Emilia felt a small flame of anger. “Books can teach you how to make a key.”
“But you only like philosophy, it seems. Thinking about thinking.” Hyperia scoffed. “Waste of time.”
“Thinking makes us human,” Emilia said. “There’s also history and theory; those are important for an empress. Who won and lost the great battles? And why? The fight against the Oretani, for example.” She swallowed; chaos prickled her skin. She must be careful. “I’ve read histories that declare he and his chaotic followers had the eyes of wolves in human faces, and that to awaken the static chaos nation requires the sacrifice of a noble heart’s blood.”
“Stories. Lies.” Hyperia’s nostrils flared. “I hate lies.”
We’ve all noticed.
“Just because something hasn’t been proven doesn’t mean it’s a lie.” Emilia fought against a smile. “Besides, there’s power in stories. Did you ever hear of Emperor Tiberius the Fifth?”
“Of course.”
“How did he die?”
“He passed away in his sleep, after a well-earned victory and a hearty meal.” Hyperia sniffed. “Dull fact.”
“Not according to Plautus’s Secret History of the Empire. According to him, the emperor loved honey and banana puddings. He ate so many that he needed to use the bathroom, pulled up his robes, and…” Emilia fought not to laugh, her stomach cramping with effort. “They found him dead in the morning. He was so stopped up, he’d had a heart attack trying to relieve himself.”
Hyperia looked as if she’d been slapped.
“That is obscene! He was an emperor, anointed by the Dragon Himself!”
“He was.” Emilia couldn’t stop the giggles now. “But he also really, really loved pudding.”
To her surprise, Hyperia’s own lips began to twitch.
“Not funny,” she said fiercely. The sight of Hyperia struggling so valiantly not to laugh made Emilia laugh harder, and soon the sight of her howling broke Hyperia as well. Hyperia clapped her hands over her mouth, and Emilia leaned so far back she nearly knocked her chair over. Wiping her eyes, Hyperia groaned.
“That’s not actually true, is it?”
“No one knows for sure. But you’ll never think of Tiberius the Fifth in quite the same way again, will you?” Emilia shrugged. “That’s power.”
“You’re confusing.” Hyperia sighed. “Of everyone here, I understand you the least.”
“Likewise.” Emilia could anticipate Hyperia, much like she could anticipate how a lioness would hunt its quarry. But what went through the animal’s mind? Emilia would never be able to guess.

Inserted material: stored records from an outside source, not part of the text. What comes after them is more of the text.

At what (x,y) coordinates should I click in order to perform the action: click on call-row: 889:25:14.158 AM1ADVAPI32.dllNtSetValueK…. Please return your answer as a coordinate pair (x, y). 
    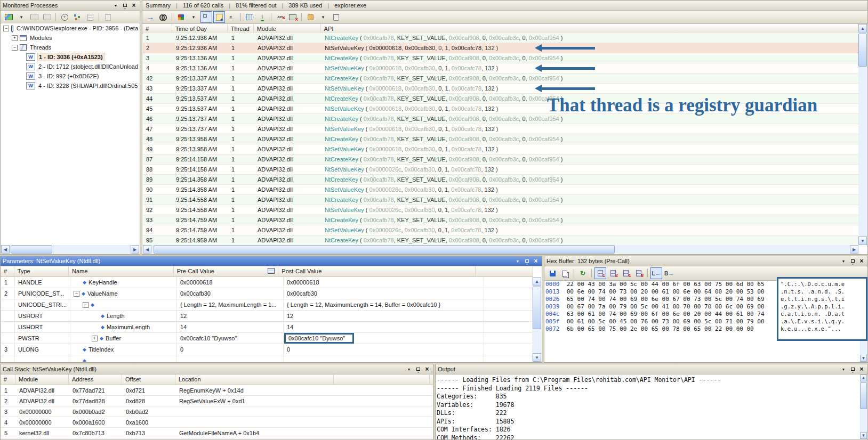
    Looking at the image, I should click on (501, 169).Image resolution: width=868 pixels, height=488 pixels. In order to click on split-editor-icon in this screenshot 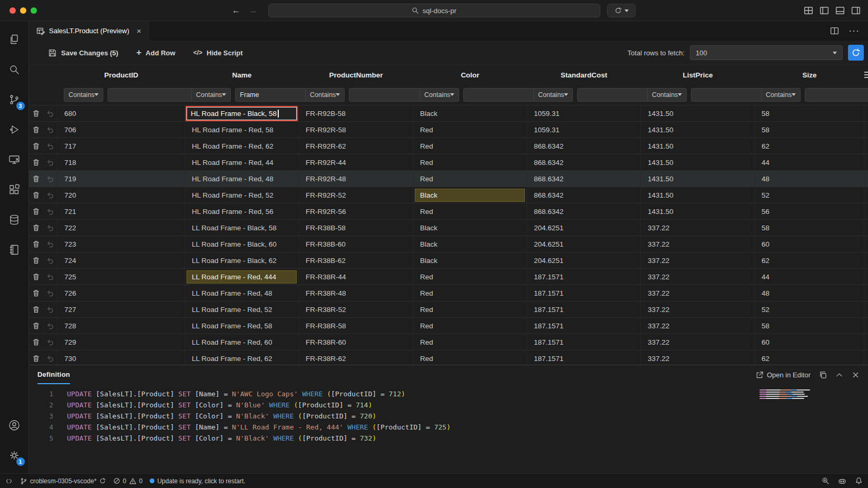, I will do `click(835, 31)`.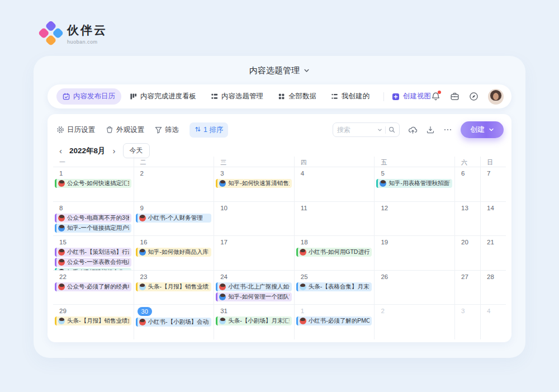  Describe the element at coordinates (493, 219) in the screenshot. I see `calendar-day-cell: 14` at that location.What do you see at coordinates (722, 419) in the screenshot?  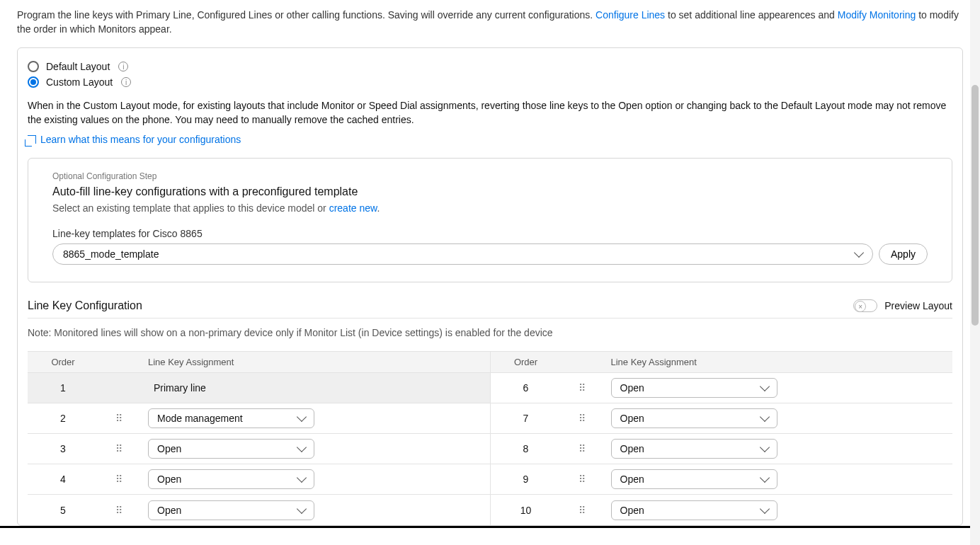 I see `table-row: 7 Open` at bounding box center [722, 419].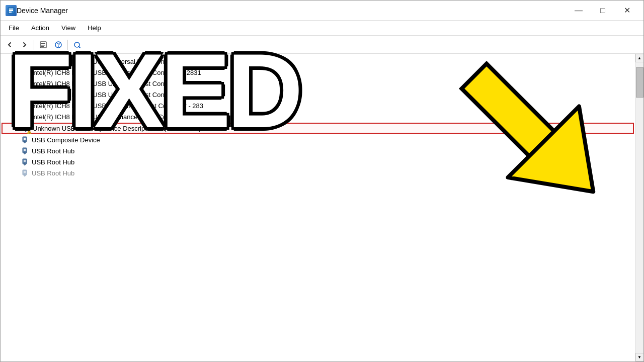  Describe the element at coordinates (318, 151) in the screenshot. I see `list-item-usb-root-hub-1: USB Root Hub` at that location.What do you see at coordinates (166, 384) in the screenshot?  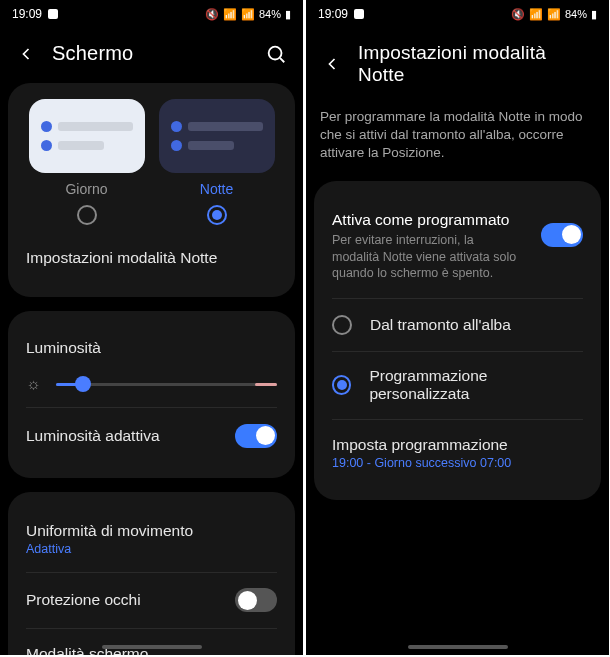 I see `brightness-slider` at bounding box center [166, 384].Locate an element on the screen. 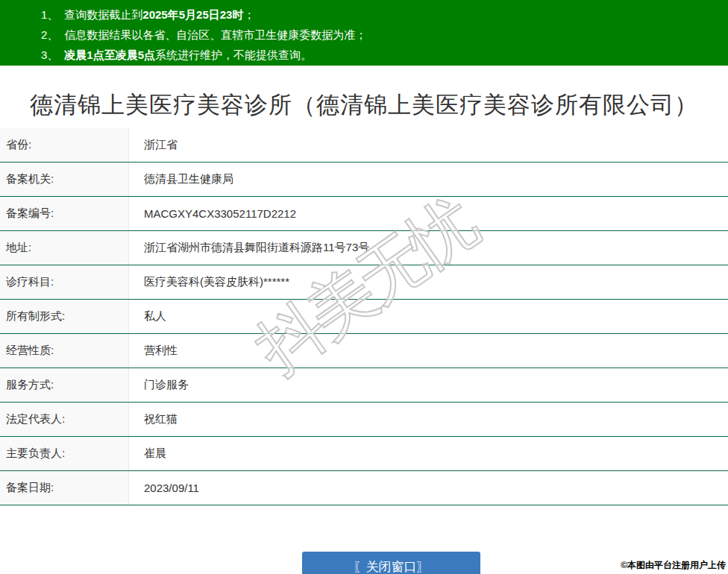 The image size is (728, 574). row-label: 主要负责人: is located at coordinates (64, 453).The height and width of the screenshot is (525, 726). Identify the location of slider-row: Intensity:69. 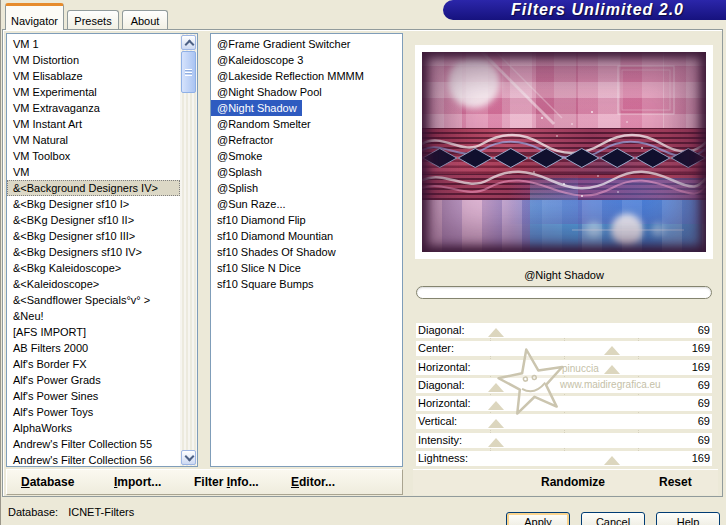
(564, 440).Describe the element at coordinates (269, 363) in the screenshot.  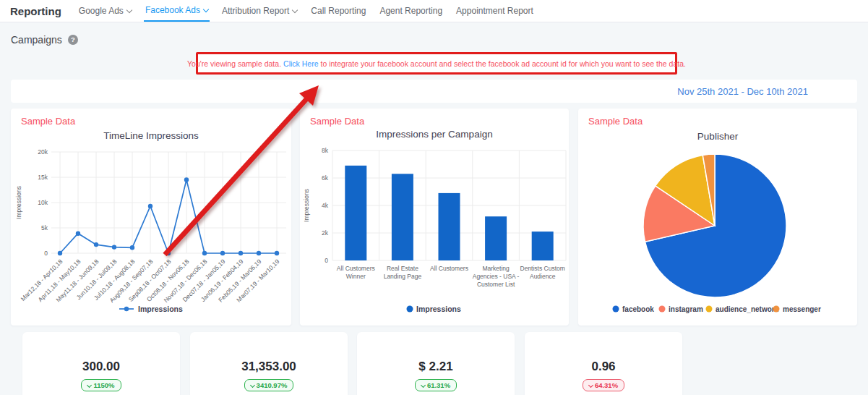
I see `stat-card-impressions: 31,353.00 3410.97% Impressions` at that location.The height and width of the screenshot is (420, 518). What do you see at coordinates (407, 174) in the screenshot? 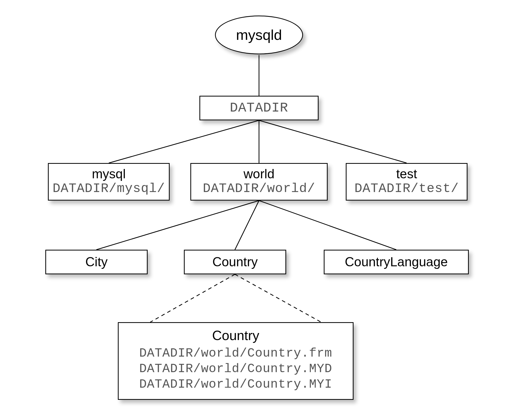
I see `node-db-test-name: test` at bounding box center [407, 174].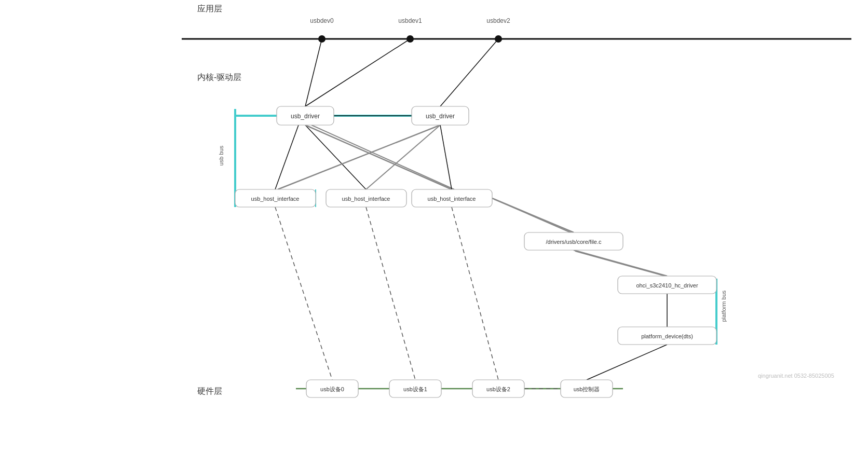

“But I certainly don’t like you least.” Hyperia adopted that unnerving stillness. “Would you say the same about me?”
Emilia was smart enough not to voice her opinion, but not quick enough to decide what to say in its place.
“I…”
“It’s fine.” Hyperia gave a brisk nod. “I admire your honesty.” She seemed truly pleased.
Emilia opened Erasmus’s book again. She found her place and was about to flip to the next page when something caught her eye. She frowned, leaned nearer.
“What?” Hyperia muttered.
“This note in the margin. This was the emperor’s personal copy.” The emperor had underscored a passage about the concept of “infinite cruelty.” In the margin, he’d written: Cont’d in vol. 24.
Emilia checked the spine. This was the twenty-third pamphlet of Erasmus’s writings. Why make that note? And why “infinite cruelty”? Strange words for an emperor to write.
Getting up, Emilia went to the shelves and searched. There was no twenty-fourth book. No matter how she looked, going up and down the ladder to read every spine available, the book did not appear. She hissed in frustration as Hyperia joined her.
“What does this mean?” Hyperia asked, clearly puzzled.
Emilia said the words she hated most. “I don’t know.”